Howard's approach is rather clever though in that he shows this idea to be very egocentric as it is to Lord Cardigan. In that Howard always gives himself this stiff manner always in his physical portrayal particularly in his rather tight jaw throughout, along with delivery that is most often this very exact bark as though he is always giving orders even when he is not. Howard does not present this as a man being a great soldier though instead he presents it as a man very much abusing his power as a commanding officer, in that he shows a man so caught up in himself that he only cares about the soldiers in the context that they do not reason why they just do or die. Howard in his approach effectively creates the internal logic in the man that manages to realize the mindset behind such a man who would hound one of his men merely for not for drinking what he's drinking. Howard in that intensity presents the weakness and sensitivity in a way, since Howard shows with a man so wound up that the outrage just seems to come so naturally.

Now this is a film where you can tell it was cut up by studio mandates as there are scenes that indicate subplots that either having been started or are not properly resolved. It makes for a messy film, though it does give us a scene where Howard gets to play more with Lord Cardigan. That is a moment, a historically inaccurate one, where Cardigan goes about having an affair with the wife of one of his fellow officers. Howard makes the most of it by portraying the awkwardness of the career soldier in the scene, as he portrays it with all the needed vigor but in a most improper way. Howard again maintains Cardigan as always the officer and treats the woman less as a woman, and more a horse he's breaking in.
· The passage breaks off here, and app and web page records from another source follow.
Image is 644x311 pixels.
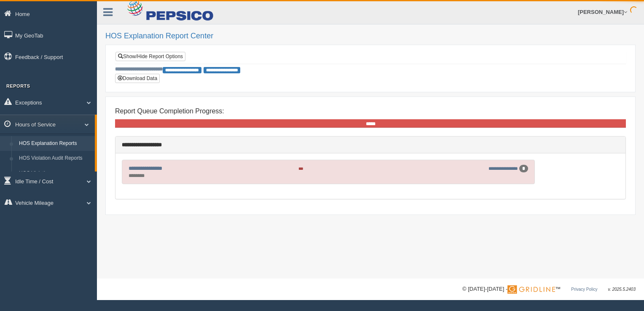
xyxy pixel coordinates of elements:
[16,166,94,181] a: HOS Violations
[16,136,94,152] a: HOS Explanation Reports
[115,52,185,62] a: Show/Hide Report Options
[16,151,94,166] a: HOS Violation Audit Reports
[608,287,635,292] span: v. 2025.5.2403
[115,107,626,115] h4: Report Queue Completion Progress:
[106,32,635,41] h2: HOS Explanation Report Center
[462,285,635,294] div: © [DATE]-[DATE] - ™
[507,285,555,294] img: Gridline
[571,287,597,292] a: Privacy Policy
[115,74,159,83] button: Download Data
Now that scene seems somewhat arbitrarily thrown in but at the very least Howard thrives with Cardigan in different circumstances. That scene though is just a moment before leading to the titular event, which is a strangely muted scene for the most part, and does not deliver the impact it should, like say maybe the ending of Gallipoli does. One can barely sense the climax as it occurs. Howard is consistently good even in the ending though and stays with the terrible man that he has set up Cardigan as even through the charge. In that he still shows the man staying true to who he has always been. When the time comes to name the blame Howard gives just the right bit of final bluster to a man who has learned absolutely nothing from his experiences or from the deaths of his men, adding actually the right bit of cruelty to it all. This is a good performance, in fact most of the performances in the film are good, though it's a shame it is part of a film that almost wastes the great potential of the story.